── Task material

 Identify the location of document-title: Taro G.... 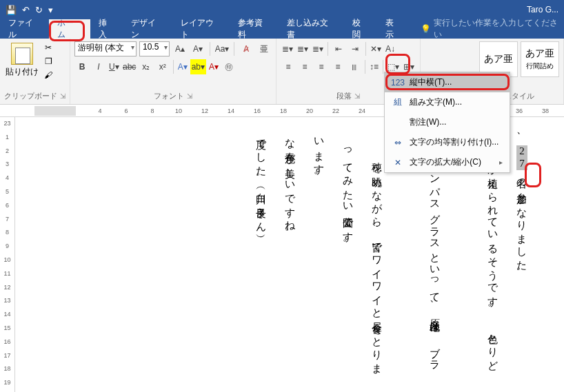
(543, 10).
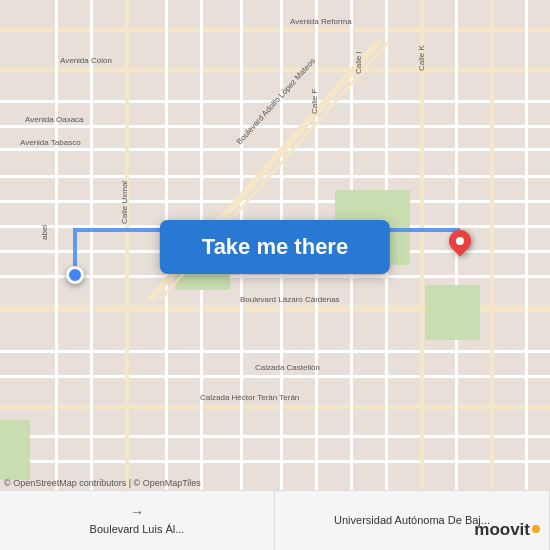 The height and width of the screenshot is (550, 550). I want to click on arrow-icon-from: →, so click(137, 512).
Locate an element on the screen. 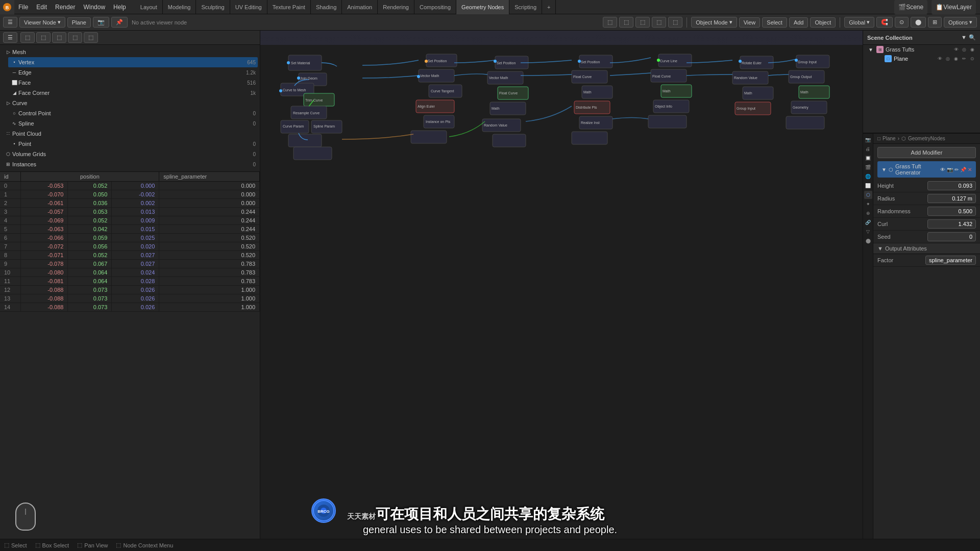 The image size is (980, 551). modifier-header: ▼ ⬡ Grass Tuft Generator 👁 📷 ✏ 📌 ✕ is located at coordinates (927, 169).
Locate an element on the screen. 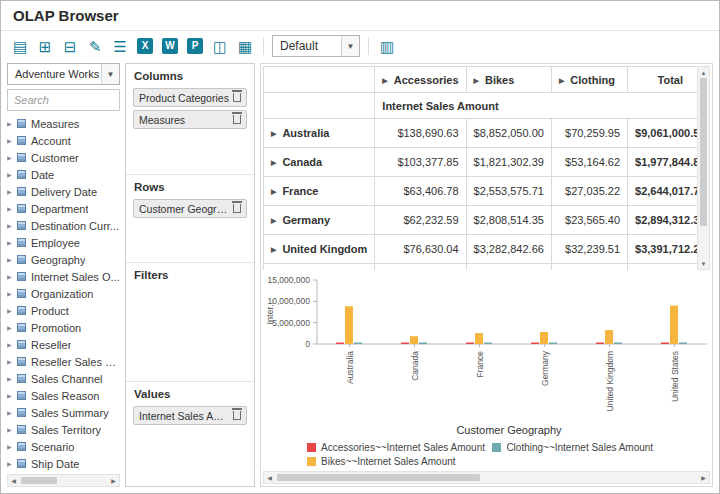 The height and width of the screenshot is (494, 720). tree-item: ▶Sales Reason is located at coordinates (64, 396).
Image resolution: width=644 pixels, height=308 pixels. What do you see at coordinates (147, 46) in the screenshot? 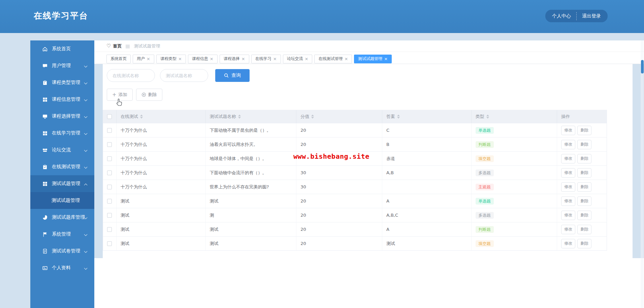
I see `breadcrumb-current: 测试试题管理` at bounding box center [147, 46].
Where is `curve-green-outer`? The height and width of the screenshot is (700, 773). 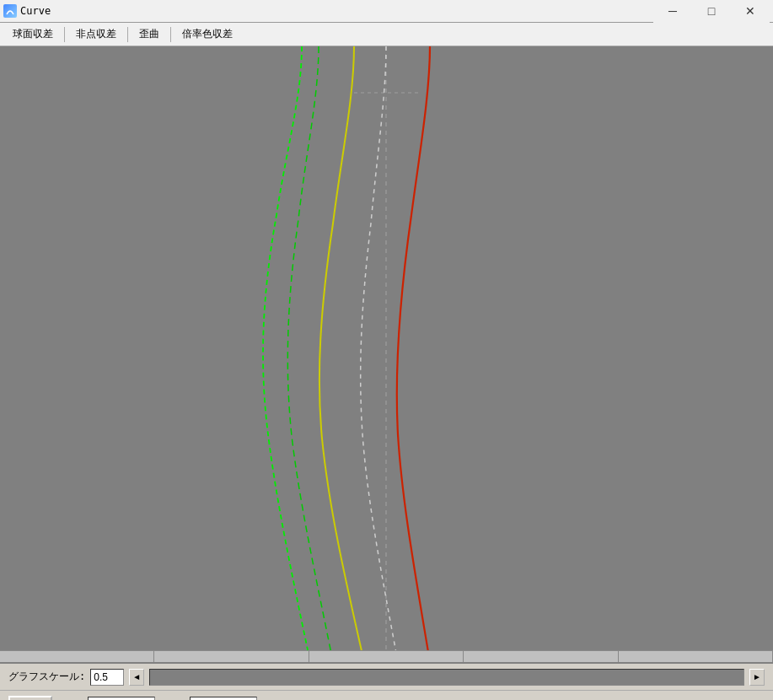
curve-green-outer is located at coordinates (287, 354).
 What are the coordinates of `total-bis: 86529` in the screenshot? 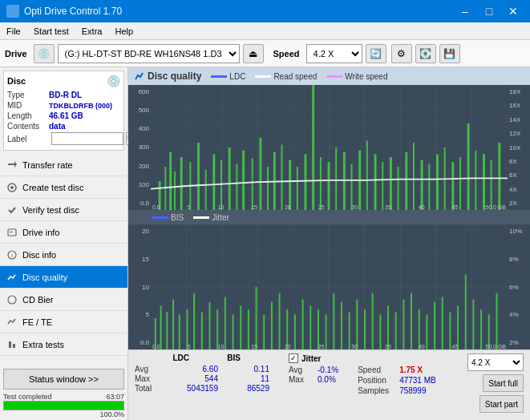 It's located at (245, 388).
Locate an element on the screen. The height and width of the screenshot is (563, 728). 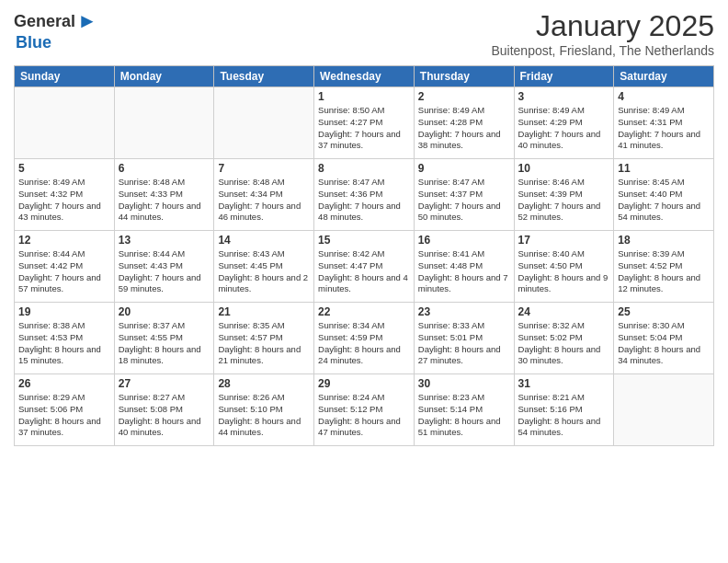
calendar-cell: 17Sunrise: 8:40 AM Sunset: 4:50 PM Dayli… is located at coordinates (564, 267).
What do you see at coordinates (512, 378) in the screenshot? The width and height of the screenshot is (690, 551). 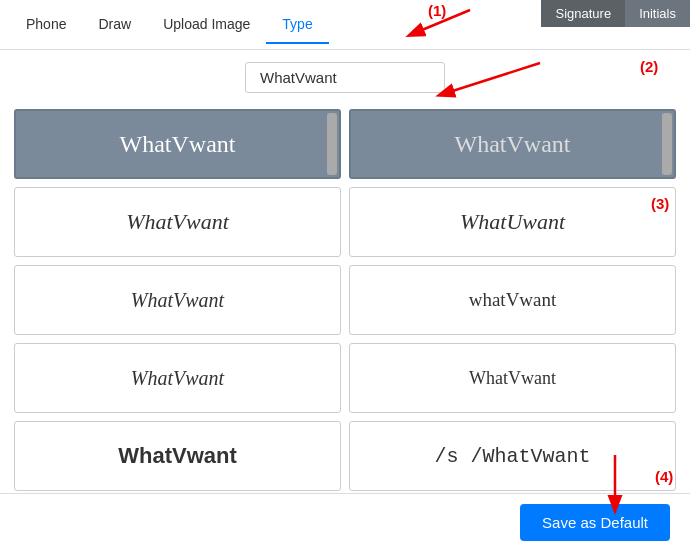 I see `signature-text-8: WhatVwant` at bounding box center [512, 378].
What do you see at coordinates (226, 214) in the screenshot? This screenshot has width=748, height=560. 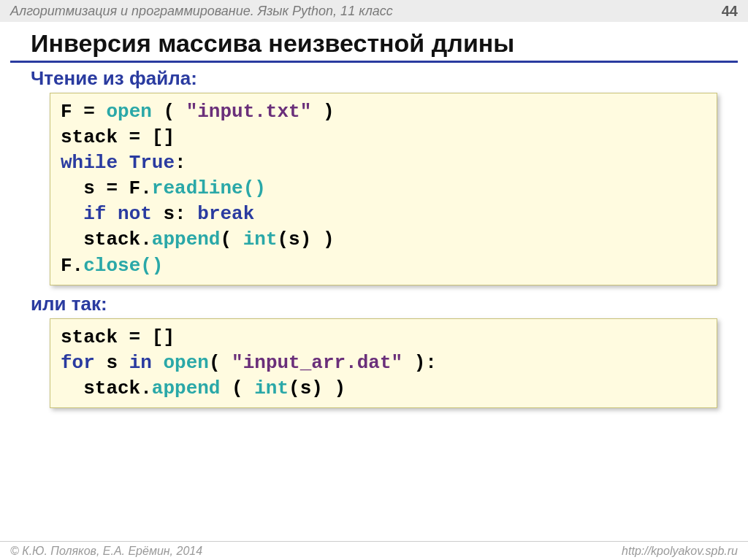 I see `kw-break: break` at bounding box center [226, 214].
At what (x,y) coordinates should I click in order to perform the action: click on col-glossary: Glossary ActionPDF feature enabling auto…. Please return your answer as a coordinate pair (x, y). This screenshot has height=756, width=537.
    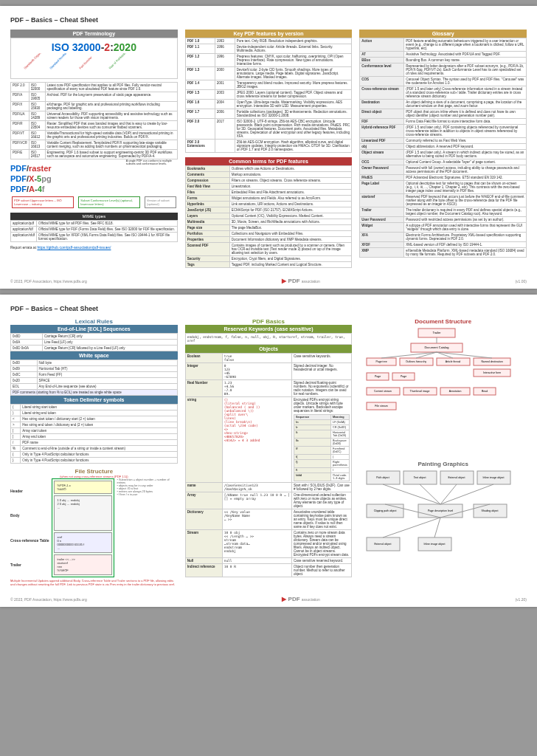
    Looking at the image, I should click on (443, 149).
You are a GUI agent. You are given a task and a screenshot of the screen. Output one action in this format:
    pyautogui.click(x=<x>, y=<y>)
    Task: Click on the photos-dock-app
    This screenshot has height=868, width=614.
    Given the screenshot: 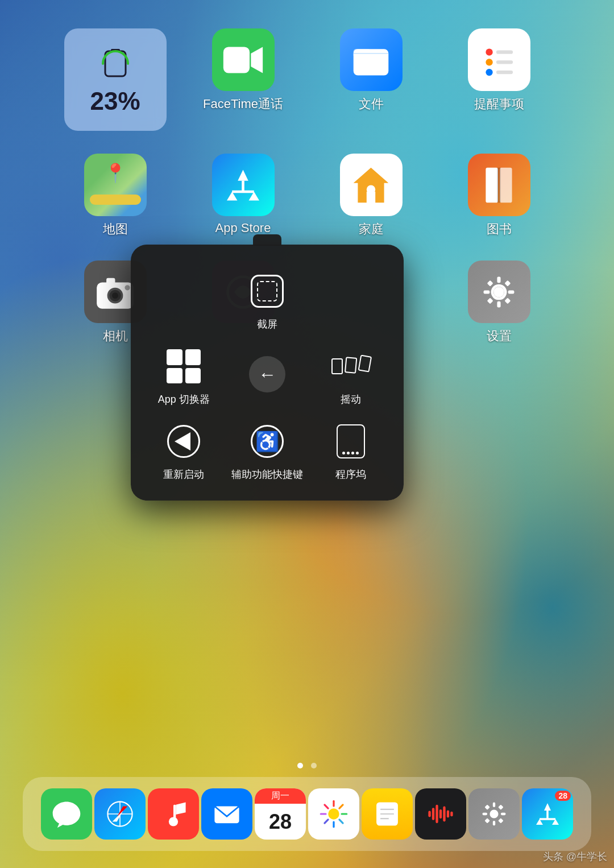 What is the action you would take?
    pyautogui.click(x=334, y=814)
    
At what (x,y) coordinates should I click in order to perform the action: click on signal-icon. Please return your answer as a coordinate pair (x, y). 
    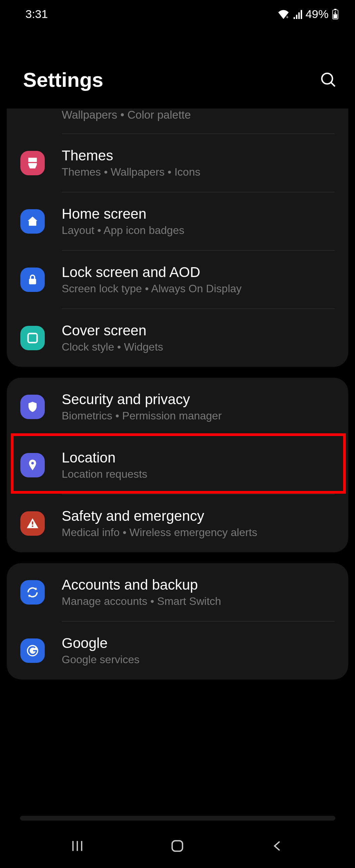
    Looking at the image, I should click on (297, 14).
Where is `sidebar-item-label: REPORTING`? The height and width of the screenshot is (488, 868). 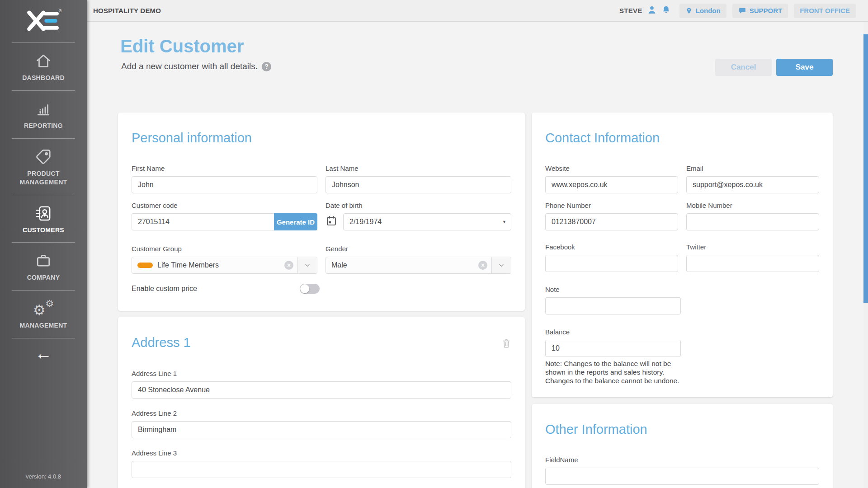
sidebar-item-label: REPORTING is located at coordinates (43, 126).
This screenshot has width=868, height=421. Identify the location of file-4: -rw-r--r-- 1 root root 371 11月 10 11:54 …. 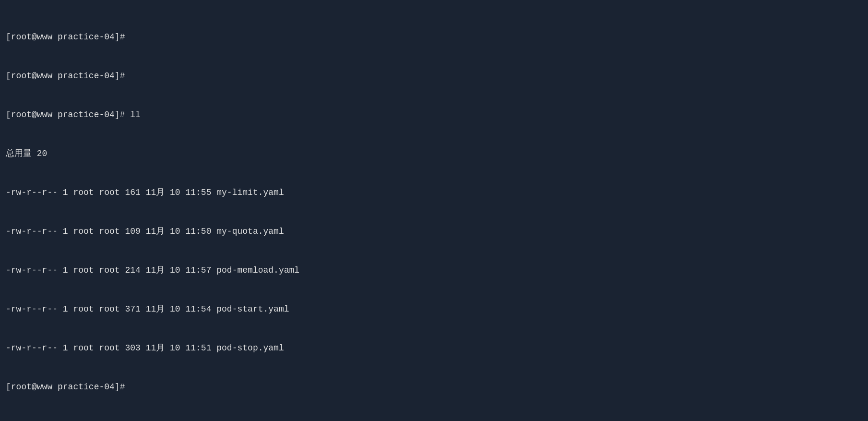
(148, 309).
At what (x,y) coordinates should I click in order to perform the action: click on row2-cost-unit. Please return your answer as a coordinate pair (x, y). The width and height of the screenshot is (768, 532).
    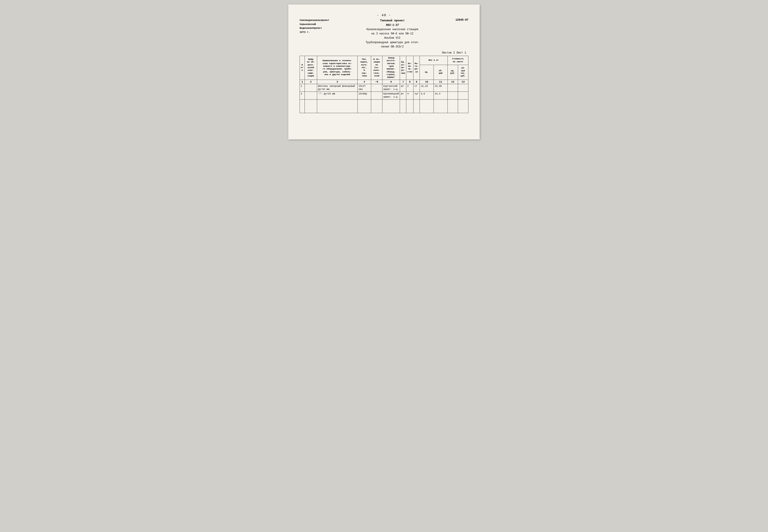
    Looking at the image, I should click on (452, 95).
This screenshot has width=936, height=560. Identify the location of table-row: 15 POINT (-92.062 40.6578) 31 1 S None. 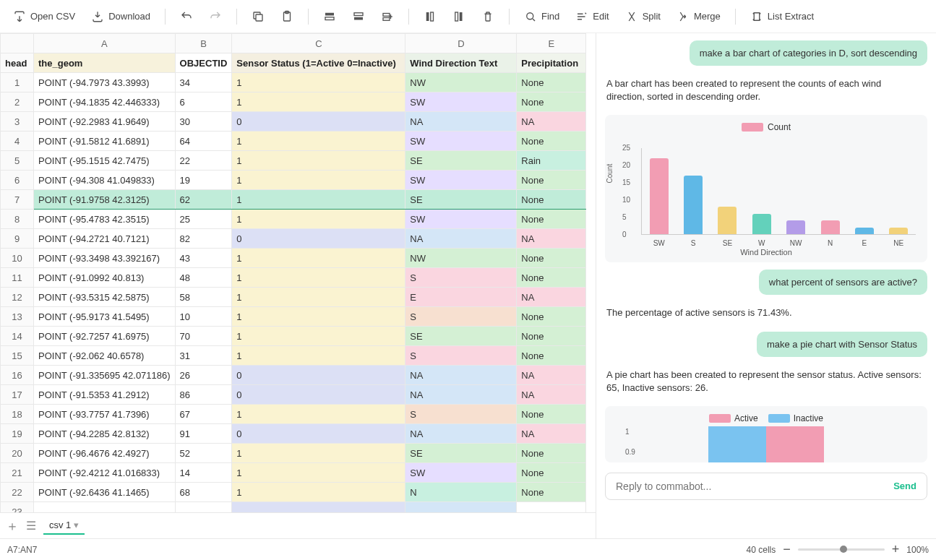
(293, 356).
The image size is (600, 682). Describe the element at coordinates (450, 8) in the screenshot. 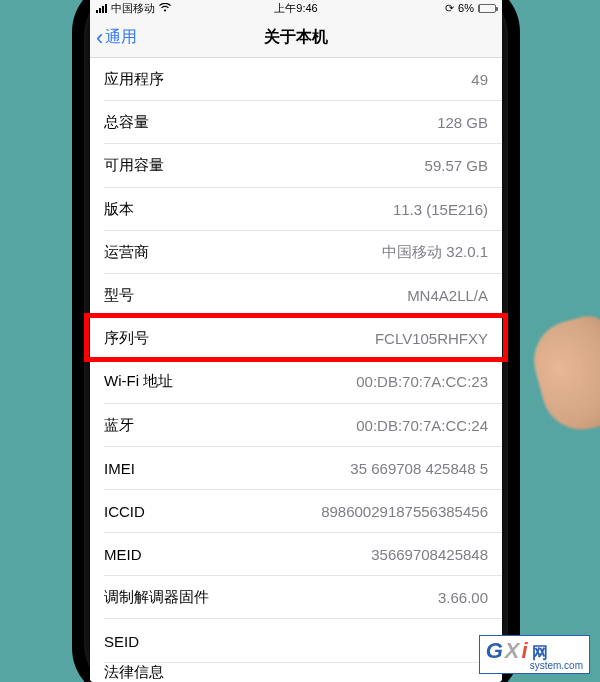

I see `rotation-lock-icon: ⟳` at that location.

────

**Exercise description**
Starting at the line with "This screenshot has width=868, height=421.", reproduce exactly each line through the end of the entries, including the first and the last, and skip the pictures.

**Task result**
This screenshot has width=868, height=421. Identify the location of file-4: -rw-r--r-- 1 root root 371 11月 10 11:54 …. 
(148, 309).
At what (x,y) coordinates should I click in order to perform the action: click on row2-cost-unit. Please return your answer as a coordinate pair (x, y). The width and height of the screenshot is (768, 532).
    Looking at the image, I should click on (452, 95).
This screenshot has width=936, height=560. Identify the location of table-row: 15 POINT (-92.062 40.6578) 31 1 S None. 
(293, 356).
The image size is (600, 682). Describe the element at coordinates (450, 8) in the screenshot. 

I see `rotation-lock-icon: ⟳` at that location.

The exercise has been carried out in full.